Designs on Healthcare Reform

While we are days away from the Congressional vote on health care reform in the U.S., health care facility managers and hospital administrators are evaluating what types of urgent patient care  their facilities are equipped to handle.  With the potential for a dramatic increase in the number of patients to be covered, institutions have to determine the type of care they will deliver. Administrators are taking stock of what they have, considering the care and services that neighboring institutions are known for, and determining what will be their area of specialty.

Healthcare facilities that specialize in a few diseases may alleviate the stress on primary-type care facilities that expect an influx of patients. Once a patient’s illness is determined, they can be sent to the specialty facility.  For institutions already known for their imaging abilities, treatment of specific cancers, or kidney transplants, for example, their management is expanding on these strengths and publicizing them.  Healthcare reform measures have already raised consumer awareness regarding the quality of care at different facilities. Consumers are attuned to well-maintained facilities and design that speaks to patient- and family-centered care.

Hundreds of hospitals have designed plans to deal with a surge of patients arriving at the Emergency Department (ED), and most are sitting on the plans until they know how healthcare reform will translate.  Do you expand the ED or wait and see if the expanded coverage gets more people aligned with a primary-care physician? What we do know is that uninsured or minimally insured people have become accustomed to relying on the ED instead of having access to preventative medicine.  This is why prevention is a central issue in the healthcare reform discussion.

Let’s hope the next few weeks guide the industry to progress that will allow healthcare administrators to make decisions about their facilities with confidence that they have chosen the right path. Healthcare facilities executives, architects and designers have been waiting and they are ready to forge ahead with designs for expansion and improved services–plans that are good for the economy and good for healthcare in America.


What is required:
Return exactly the lines that run from the one containing "Locate 'broccoli'. Use" to the end of the entries, with both ends included.

***** Records provided

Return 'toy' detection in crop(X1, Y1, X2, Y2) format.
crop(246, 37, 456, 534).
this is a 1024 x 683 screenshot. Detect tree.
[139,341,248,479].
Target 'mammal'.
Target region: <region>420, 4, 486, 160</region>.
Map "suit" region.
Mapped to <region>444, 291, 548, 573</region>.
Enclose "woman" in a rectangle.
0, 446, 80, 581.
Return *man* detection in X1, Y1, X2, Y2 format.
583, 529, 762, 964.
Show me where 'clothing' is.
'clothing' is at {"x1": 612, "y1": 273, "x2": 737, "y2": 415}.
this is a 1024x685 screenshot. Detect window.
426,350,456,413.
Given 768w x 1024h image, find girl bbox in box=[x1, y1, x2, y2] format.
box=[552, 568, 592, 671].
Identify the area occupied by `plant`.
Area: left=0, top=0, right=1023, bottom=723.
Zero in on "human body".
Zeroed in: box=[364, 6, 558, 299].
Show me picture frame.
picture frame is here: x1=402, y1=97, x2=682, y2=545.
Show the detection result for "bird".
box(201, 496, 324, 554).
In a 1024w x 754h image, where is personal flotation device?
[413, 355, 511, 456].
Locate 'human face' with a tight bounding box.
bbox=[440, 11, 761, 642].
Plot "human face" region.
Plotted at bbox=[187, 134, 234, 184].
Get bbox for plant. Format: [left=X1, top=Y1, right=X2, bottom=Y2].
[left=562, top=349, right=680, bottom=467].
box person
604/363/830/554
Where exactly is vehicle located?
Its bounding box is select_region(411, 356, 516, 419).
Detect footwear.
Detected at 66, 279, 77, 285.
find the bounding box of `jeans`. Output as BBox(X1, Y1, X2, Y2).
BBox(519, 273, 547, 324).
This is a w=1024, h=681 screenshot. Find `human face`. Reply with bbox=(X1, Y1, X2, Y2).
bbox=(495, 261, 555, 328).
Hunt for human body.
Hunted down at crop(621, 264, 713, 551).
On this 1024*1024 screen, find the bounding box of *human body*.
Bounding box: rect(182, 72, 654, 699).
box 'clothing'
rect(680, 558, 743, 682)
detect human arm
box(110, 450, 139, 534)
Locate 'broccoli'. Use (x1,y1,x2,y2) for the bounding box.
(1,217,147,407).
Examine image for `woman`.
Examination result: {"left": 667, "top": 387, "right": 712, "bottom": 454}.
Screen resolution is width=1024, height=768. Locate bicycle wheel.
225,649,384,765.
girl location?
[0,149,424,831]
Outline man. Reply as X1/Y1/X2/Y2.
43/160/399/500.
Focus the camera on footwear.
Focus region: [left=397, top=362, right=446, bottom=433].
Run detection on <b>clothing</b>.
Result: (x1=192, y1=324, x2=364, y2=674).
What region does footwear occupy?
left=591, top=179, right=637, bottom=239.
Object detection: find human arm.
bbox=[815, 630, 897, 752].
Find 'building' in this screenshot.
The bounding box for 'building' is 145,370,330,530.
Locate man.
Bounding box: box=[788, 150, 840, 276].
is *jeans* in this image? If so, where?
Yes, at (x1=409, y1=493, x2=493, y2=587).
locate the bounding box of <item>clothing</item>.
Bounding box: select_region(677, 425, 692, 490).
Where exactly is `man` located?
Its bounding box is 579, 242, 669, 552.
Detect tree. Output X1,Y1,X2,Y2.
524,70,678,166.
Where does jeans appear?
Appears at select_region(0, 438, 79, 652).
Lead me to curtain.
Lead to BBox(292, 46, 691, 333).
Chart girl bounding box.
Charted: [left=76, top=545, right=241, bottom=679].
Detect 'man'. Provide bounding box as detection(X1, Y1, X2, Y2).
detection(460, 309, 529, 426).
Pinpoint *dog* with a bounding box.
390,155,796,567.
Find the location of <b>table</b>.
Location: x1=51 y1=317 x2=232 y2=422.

**********

Exercise answer:
Locate 'broccoli'. Use (x1,y1,x2,y2) for the bounding box.
(1,217,147,407).
Examine image for `woman`.
Examination result: {"left": 667, "top": 387, "right": 712, "bottom": 454}.
Screen resolution is width=1024, height=768. Locate bicycle wheel.
225,649,384,765.
girl location?
[0,149,424,831]
Outline man. Reply as X1/Y1/X2/Y2.
43/160/399/500.
Focus the camera on footwear.
Focus region: [left=397, top=362, right=446, bottom=433].
Run detection on <b>clothing</b>.
Result: (x1=192, y1=324, x2=364, y2=674).
What region does footwear occupy?
left=591, top=179, right=637, bottom=239.
Object detection: find human arm.
bbox=[815, 630, 897, 752].
Find 'building' in this screenshot.
The bounding box for 'building' is 145,370,330,530.
Locate man.
Bounding box: box=[788, 150, 840, 276].
is *jeans* in this image? If so, where?
Yes, at (x1=409, y1=493, x2=493, y2=587).
locate the bounding box of <item>clothing</item>.
Bounding box: select_region(677, 425, 692, 490).
Where exactly is `man` located?
Its bounding box is 579, 242, 669, 552.
Detect tree. Output X1,Y1,X2,Y2.
524,70,678,166.
Where does jeans appear?
Appears at select_region(0, 438, 79, 652).
Lead me to curtain.
Lead to BBox(292, 46, 691, 333).
Chart girl bounding box.
Charted: [left=76, top=545, right=241, bottom=679].
Detect 'man'. Provide bounding box as detection(X1, Y1, X2, Y2).
detection(460, 309, 529, 426).
Pinpoint *dog* with a bounding box.
390,155,796,567.
Find the location of <b>table</b>.
Location: x1=51 y1=317 x2=232 y2=422.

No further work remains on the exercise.